Track daily over/short on a spreadsheet. If one employee is consistently short, that's a pattern.

Restaurant-Specific Tax Considerations

Beyond the FICA tip credit we covered earlier, restaurants have several unique tax situations:

De Minimis Meals

Meals provided to employees during their shift are generally deductible to you and tax-free to them (de minimis fringe benefit) if provided for your convenience (on premises, during shifts, for business reasons like having staff available during rush).

Depreciation: Section 179 and Bonus

Restaurant equipment (ovens, refrigerators, furniture, POS systems) qualifies for Section 179 expensing or bonus depreciation. Instead of depreciating a $40,000 oven over 7 years, you can expense the full amount in year one.

Leasehold improvements (build-outs in a leased space) are now classified as 15-year property, eligible for 100% bonus depreciation (check current year phase-down schedules).

Sales Tax Complexity

Food sales tax varies wildly by state:

  • Some states exempt grocery items but tax prepared food
  • Some tax all food
  • Some have different rates for dine-in vs. takeout
  • Alcohol almost always has its own tax rate
  • Delivery platform sales may have different tax obligations

Get this right from day one.
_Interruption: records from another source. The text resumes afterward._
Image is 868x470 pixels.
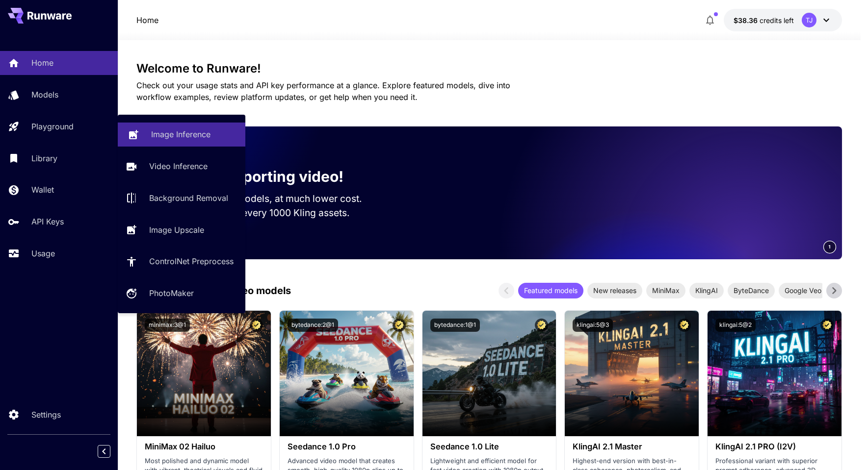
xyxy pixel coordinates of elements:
[151,128,211,140] p: Image Inference
[31,248,55,260] p: Usage
[152,206,381,220] p: Save up to $500 for every 1000 Kling assets.
[708,311,842,436] img: alt
[431,319,480,332] button: bytedance:1@1
[288,319,338,332] button: bytedance:2@1
[136,14,158,26] p: Home
[149,161,207,172] p: Video Inference
[535,319,548,332] button: Certified Model – Vetted for best performance and includes a commercial license.
[431,442,549,451] h3: Seedance 1.0 Lite
[518,285,583,296] span: Featured models
[715,319,756,332] button: klingai:5@2
[105,443,118,461] div: Collapse sidebar
[136,62,842,75] h3: Welcome to Runware!
[288,442,406,451] h3: Seedance 1.0 Pro
[137,311,271,436] img: alt
[152,192,381,206] p: Run the best video models, at much lower cost.
[724,9,842,31] button: $38.35908
[118,123,246,147] a: Image Inference
[118,154,246,179] a: Video Inference
[149,288,194,299] p: PhotoMaker
[573,319,613,332] button: klingai:5@3
[573,442,691,451] h3: KlingAI 2.1 Master
[31,121,74,133] p: Playground
[280,311,414,436] img: alt
[678,319,691,332] button: Certified Model – Vetted for best performance and includes a commercial license.
[393,319,406,332] button: Certified Model – Vetted for best performance and includes a commercial license.
[31,57,54,68] p: Home
[588,285,642,296] span: New releases
[98,445,110,458] button: Collapse sidebar
[250,319,263,332] button: Certified Model – Vetted for best performance and includes a commercial license.
[829,243,831,250] span: 1
[31,409,61,421] p: Settings
[118,250,246,273] a: ControlNet Preprocess
[149,192,228,204] p: Background Removal
[179,166,343,188] p: Now supporting video!
[31,153,57,164] p: Library
[118,186,246,210] a: Background Removal
[779,285,827,296] span: Google Veo
[149,224,204,236] p: Image Upscale
[31,89,59,100] p: Models
[728,285,775,296] span: ByteDance
[31,184,54,195] p: Wallet
[802,12,817,27] div: TJ
[136,80,510,102] span: Check out your usage stats and API key performance at a glance. Explore featured models, dive int...
[734,16,760,24] span: $38.36
[145,442,263,451] h3: MiniMax 02 Hailuo
[734,15,794,26] div: $38.35908
[715,442,834,451] h3: KlingAI 2.1 PRO (I2V)
[760,16,794,24] span: credits left
[149,255,234,267] p: ControlNet Preprocess
[565,311,699,436] img: alt
[118,218,246,242] a: Image Upscale
[118,281,246,306] a: PhotoMaker
[136,14,158,26] nav: breadcrumb
[646,285,685,296] span: MiniMax
[31,216,64,227] p: API Keys
[145,319,190,332] button: minimax:3@1
[422,311,556,436] img: alt
[690,285,724,296] span: KlingAI
[821,319,834,332] button: Certified Model – Vetted for best performance and includes a commercial license.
Sales tax audits in restaurants are common, and the penalties for under-collection are brutal.

Your Restaurant Financial Rhythm

Here's what a financially healthy restaurant does on a regular cadence:

CadenceAction
DailyReview flash report (sales, labor %, cash over/short)
DailyReconcile cash, make deposits
WeeklyCount inventory, calculate food cost %
WeeklyReview labor schedule vs. actual
WeeklyTrack waste log totals
Bi-weeklyProcess payroll (tips, wages, taxes)
MonthlyFull P&L review with prime cost analysis
MonthlyReconcile delivery platform payments
MonthlyReview vendor invoices and pricing
QuarterlyMenu engineering (item profitability analysis)
QuarterlyUpdate recipe costs for price changes
AnnuallyFull tax planning with accountant

The Bottom Line

Restaurant accounting isn't harder than other industries — it's just different. The perishable inventory, tipped employees, multiple revenue streams, and thin margins mean you need tighter controls and more frequent monitoring than a typical business.

The restaurants that thrive aren't always the ones with the best food. They're the ones where someone — owner, GM, controller — is watching the numbers every single day and making adjustments in real time.

Know your prime cost. Count your inventory. Track your waste. Reconcile your cash. Do these four things consistently, and you'll be ahead of 80% of restaurants out there.